(Dataset excerpts)
***

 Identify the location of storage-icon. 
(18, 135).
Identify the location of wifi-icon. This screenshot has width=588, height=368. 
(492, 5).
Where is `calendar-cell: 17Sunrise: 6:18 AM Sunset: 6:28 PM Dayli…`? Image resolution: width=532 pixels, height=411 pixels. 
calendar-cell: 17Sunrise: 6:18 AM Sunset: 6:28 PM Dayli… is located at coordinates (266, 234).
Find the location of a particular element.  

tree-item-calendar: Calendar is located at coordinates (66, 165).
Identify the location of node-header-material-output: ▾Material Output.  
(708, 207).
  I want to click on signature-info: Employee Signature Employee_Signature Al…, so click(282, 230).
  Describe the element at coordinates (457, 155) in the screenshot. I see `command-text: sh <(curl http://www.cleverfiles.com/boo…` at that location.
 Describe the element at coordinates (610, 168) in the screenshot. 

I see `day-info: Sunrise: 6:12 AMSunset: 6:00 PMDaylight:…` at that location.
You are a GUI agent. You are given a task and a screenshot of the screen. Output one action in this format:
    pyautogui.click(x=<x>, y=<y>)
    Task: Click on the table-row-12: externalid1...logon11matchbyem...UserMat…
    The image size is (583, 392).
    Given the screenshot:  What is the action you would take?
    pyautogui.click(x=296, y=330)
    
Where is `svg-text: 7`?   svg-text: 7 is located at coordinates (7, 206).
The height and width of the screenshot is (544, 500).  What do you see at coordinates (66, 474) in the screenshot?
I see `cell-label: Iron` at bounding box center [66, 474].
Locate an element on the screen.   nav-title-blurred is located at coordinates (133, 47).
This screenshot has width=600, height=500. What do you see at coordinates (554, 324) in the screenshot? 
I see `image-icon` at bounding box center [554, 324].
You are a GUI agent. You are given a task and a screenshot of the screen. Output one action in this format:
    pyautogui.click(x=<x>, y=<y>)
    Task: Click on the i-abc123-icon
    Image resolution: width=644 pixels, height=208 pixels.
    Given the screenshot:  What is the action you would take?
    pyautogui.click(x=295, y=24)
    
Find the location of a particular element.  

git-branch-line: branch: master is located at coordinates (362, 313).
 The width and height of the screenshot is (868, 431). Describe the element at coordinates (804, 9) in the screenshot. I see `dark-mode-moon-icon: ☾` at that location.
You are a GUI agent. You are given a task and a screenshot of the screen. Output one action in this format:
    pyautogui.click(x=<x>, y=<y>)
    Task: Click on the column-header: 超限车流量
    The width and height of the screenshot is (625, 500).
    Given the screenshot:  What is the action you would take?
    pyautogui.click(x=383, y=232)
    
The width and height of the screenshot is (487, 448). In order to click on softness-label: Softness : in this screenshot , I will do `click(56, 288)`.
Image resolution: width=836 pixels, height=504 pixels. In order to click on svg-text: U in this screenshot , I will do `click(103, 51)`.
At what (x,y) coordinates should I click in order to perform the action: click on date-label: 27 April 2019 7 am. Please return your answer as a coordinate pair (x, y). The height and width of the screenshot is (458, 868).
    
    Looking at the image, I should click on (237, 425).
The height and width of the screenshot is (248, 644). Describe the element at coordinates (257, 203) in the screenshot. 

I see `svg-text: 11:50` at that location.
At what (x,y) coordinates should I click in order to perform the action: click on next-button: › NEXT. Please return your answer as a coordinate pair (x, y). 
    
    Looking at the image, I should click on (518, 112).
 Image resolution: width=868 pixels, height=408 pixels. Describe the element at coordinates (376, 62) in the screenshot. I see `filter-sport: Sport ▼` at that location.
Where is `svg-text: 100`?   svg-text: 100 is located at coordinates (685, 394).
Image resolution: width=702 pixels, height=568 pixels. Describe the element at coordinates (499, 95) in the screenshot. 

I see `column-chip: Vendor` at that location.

***

- WHAT THIS TASK INVOLVES -
Retype all of the data exactly, so that nothing differs from what is given.

- RESPONSE AREA -
 Identify the location of storage-icon. 
(18, 135).
Identify the location of wifi-icon. This screenshot has width=588, height=368. 
(492, 5).
Where is `calendar-cell: 17Sunrise: 6:18 AM Sunset: 6:28 PM Dayli…`? Image resolution: width=532 pixels, height=411 pixels. 
calendar-cell: 17Sunrise: 6:18 AM Sunset: 6:28 PM Dayli… is located at coordinates (266, 234).
Find the location of a particular element.  

tree-item-calendar: Calendar is located at coordinates (66, 165).
Identify the location of node-header-material-output: ▾Material Output.  
(708, 207).
  I want to click on signature-info: Employee Signature Employee_Signature Al…, so click(282, 230).
  Describe the element at coordinates (457, 155) in the screenshot. I see `command-text: sh <(curl http://www.cleverfiles.com/boo…` at that location.
 Describe the element at coordinates (610, 168) in the screenshot. 

I see `day-info: Sunrise: 6:12 AMSunset: 6:00 PMDaylight:…` at that location.
You are a GUI agent. You are given a task and a screenshot of the screen. Output one action in this format:
    pyautogui.click(x=<x>, y=<y>)
    Task: Click on the table-row-12: externalid1...logon11matchbyem...UserMat…
    The image size is (583, 392).
    Given the screenshot:  What is the action you would take?
    pyautogui.click(x=296, y=330)
    
Where is `svg-text: 7`?   svg-text: 7 is located at coordinates (7, 206).
The height and width of the screenshot is (544, 500).  What do you see at coordinates (66, 474) in the screenshot?
I see `cell-label: Iron` at bounding box center [66, 474].
Locate an element on the screen.   nav-title-blurred is located at coordinates (133, 47).
This screenshot has width=600, height=500. What do you see at coordinates (554, 324) in the screenshot? 
I see `image-icon` at bounding box center [554, 324].
You are a GUI agent. You are given a task and a screenshot of the screen. Output one action in this format:
    pyautogui.click(x=<x>, y=<y>)
    Task: Click on the i-abc123-icon
    Image resolution: width=644 pixels, height=208 pixels.
    Given the screenshot:  What is the action you would take?
    pyautogui.click(x=295, y=24)
    
Find the location of a particular element.  

git-branch-line: branch: master is located at coordinates (362, 313).
 The width and height of the screenshot is (868, 431). Describe the element at coordinates (804, 9) in the screenshot. I see `dark-mode-moon-icon: ☾` at that location.
You are a GUI agent. You are given a task and a screenshot of the screen. Output one action in this format:
    pyautogui.click(x=<x>, y=<y>)
    Task: Click on the column-header: 超限车流量
    The width and height of the screenshot is (625, 500).
    Given the screenshot:  What is the action you would take?
    pyautogui.click(x=383, y=232)
    
The width and height of the screenshot is (487, 448). In order to click on softness-label: Softness : in this screenshot , I will do `click(56, 288)`.
Image resolution: width=836 pixels, height=504 pixels. In order to click on svg-text: U in this screenshot , I will do `click(103, 51)`.
At what (x,y) coordinates should I click in order to perform the action: click on date-label: 27 April 2019 7 am. Please return your answer as a coordinate pair (x, y). The height and width of the screenshot is (458, 868).
    
    Looking at the image, I should click on (237, 425).
The height and width of the screenshot is (248, 644). Describe the element at coordinates (257, 203) in the screenshot. 

I see `svg-text: 11:50` at that location.
At what (x,y) coordinates should I click in order to perform the action: click on next-button: › NEXT. Please return your answer as a coordinate pair (x, y). 
    
    Looking at the image, I should click on (518, 112).
 Image resolution: width=868 pixels, height=408 pixels. Describe the element at coordinates (376, 62) in the screenshot. I see `filter-sport: Sport ▼` at that location.
Where is `svg-text: 100`?   svg-text: 100 is located at coordinates (685, 394).
Image resolution: width=702 pixels, height=568 pixels. Describe the element at coordinates (499, 95) in the screenshot. 

I see `column-chip: Vendor` at that location.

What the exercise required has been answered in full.